Sen. Bernie Sanders gestures at former New York City Mayor Mike Bloomberg as Sen. Elizabeth Warren listens during the De



Sen. Bernie Sanders gestures at former New York City Mayor Mike Bloomberg as Sen. Elizabeth Warren listens during the Democratic presidential primary debate in Las Vegas on Feb. 19, 2020.

When he stated there was “virtually no discrimination” in New York in 2011, Bloomberg had apparently forgotten, among other evidence to the contrary, a ruling by a federal judge just a month before in a lawsuit alleging discrimination by the New York Fire Department against Black and Hispanic applicants. In his ruling, the judge said he had “little hope” that Bloomberg “has any intention of stepping up to the task of ending discrimination” within the fire department.

In his decision, the judge also wrote: “Instead of facing hard facts and asking hard questions about the city’s abysmal track record of hiring black and Hispanic firefighters, the Bloomberg administration dug in and fought back.”

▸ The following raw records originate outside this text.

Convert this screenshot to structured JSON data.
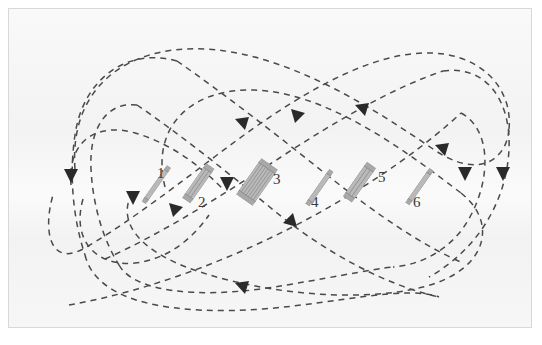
{
  "figure": {
    "kind": "optical-beam-path-diagram",
    "background_color": "#f2f2f2",
    "frame_border_color": "#d8d8d8",
    "beam_color": "#4a4a4a",
    "arrow_color": "#2a2a2a",
    "optic_fill_color": "#b9b9b9",
    "optic_edge_color": "#8a8a8a",
    "label_color": "#3a3a3a",
    "beam_style": "dashed",
    "topology": "figure-eight multipass racetrack"
  },
  "optics": [
    {
      "id": 1,
      "label": "1",
      "type": "single-plate-mirror",
      "plates": 1,
      "x": 140,
      "y": 170,
      "length": 44,
      "thickness": 5,
      "rotation_deg": -55,
      "label_x": 148,
      "label_y": 157
    },
    {
      "id": 2,
      "label": "2",
      "type": "thick-plate-mirror",
      "plates": 3,
      "x": 186,
      "y": 172,
      "length": 42,
      "thickness": 10,
      "rotation_deg": -55,
      "label_x": 189,
      "label_y": 186
    },
    {
      "id": 3,
      "label": "3",
      "type": "multi-plate-stack",
      "plates": 7,
      "x": 248,
      "y": 173,
      "length": 44,
      "thickness": 20,
      "rotation_deg": -55,
      "label_x": 264,
      "label_y": 163
    },
    {
      "id": 4,
      "label": "4",
      "type": "single-plate-mirror",
      "x": 303,
      "y": 173,
      "length": 42,
      "thickness": 5,
      "plates": 1,
      "rotation_deg": -55,
      "label_x": 302,
      "label_y": 186
    },
    {
      "id": 5,
      "label": "5",
      "type": "thick-plate-mirror",
      "plates": 3,
      "x": 348,
      "y": 171,
      "length": 42,
      "thickness": 11,
      "rotation_deg": -55,
      "label_x": 369,
      "label_y": 161
    },
    {
      "id": 6,
      "label": "6",
      "type": "single-plate-mirror",
      "plates": 1,
      "x": 403,
      "y": 172,
      "length": 42,
      "thickness": 5,
      "rotation_deg": -55,
      "label_x": 404,
      "label_y": 186
    }
  ],
  "beams": {
    "count": 6,
    "description": "six dashed closed beam loops forming an interleaved figure-eight pattern",
    "paths": [
      {
        "name": "outer-loop",
        "d": "M 72 168 C 72 72 160 26 250 44 C 340 62 430 122 470 160"
      },
      {
        "name": "outer-return",
        "d": "M 470 160 C 505 205 500 265 420 300 C 330 338 150 330 80 282 C 40 252 55 205 72 168"
      }
    ],
    "arrow_count": 12,
    "arrow_directions": [
      "down-left-outer",
      "down-left-mid",
      "down-left-inner",
      "down-right-outer",
      "down-right-inner",
      "up-right-center-a",
      "up-right-center-b",
      "up-right-center-c",
      "down-right-center",
      "down-left-center",
      "up-right-lower",
      "up-right-upper"
    ]
  }
}
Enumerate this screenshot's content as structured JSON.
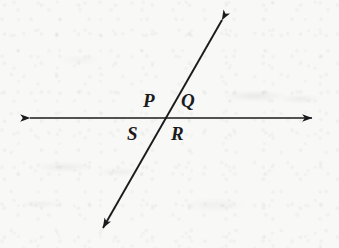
{
  "figure": {
    "canvas": {
      "width": 339,
      "height": 248
    },
    "background_color": "#f8f8f6",
    "ink_color": "#1b1b1d",
    "stroke_width": 1.6
  },
  "lines": [
    {
      "name": "horizontal-line",
      "style": "double-headed-arrow",
      "from": {
        "x": 30,
        "y": 118
      },
      "to": {
        "x": 312,
        "y": 118
      }
    },
    {
      "name": "diagonal-line",
      "style": "double-headed-arrow",
      "from": {
        "x": 222,
        "y": 20
      },
      "to": {
        "x": 103,
        "y": 228
      }
    }
  ],
  "intersection": {
    "x": 163,
    "y": 118
  },
  "labels": [
    {
      "text": "P",
      "region": "upper-left",
      "x": 143,
      "y": 91
    },
    {
      "text": "Q",
      "region": "upper-right",
      "x": 181,
      "y": 91
    },
    {
      "text": "S",
      "region": "lower-left",
      "x": 127,
      "y": 124
    },
    {
      "text": "R",
      "region": "lower-right",
      "x": 171,
      "y": 124
    }
  ]
}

In his 2011 speech, Bloomberg also touted the diversity of New York residents.

“[U]nlike other diverse cities, New York lives as a mixture, rather than as a mosaic,” the mayor said. “In other cities, you’ll have neighborhoods where a particular ethnic or economic group would live. In New York City, there’s very little of that. Every block will have multiple ethnicities … economic levels.” 

In fact, among the 50 U.S. metro areas with the largest Black populations, New York was the third-most segregated metro area for Black and white residents, according to a March 2011 study by a Brown University researcher analyzing 2010 census data. 

New York state also had the most segregated public schools in the nation at the time and New York City schools were among the most segregated in the state, per a 2014 report from the University of California at Los Angeles, which looked at data through the 2010-2011 school year. New York City’s public schools are still among the most segregated in the nation today.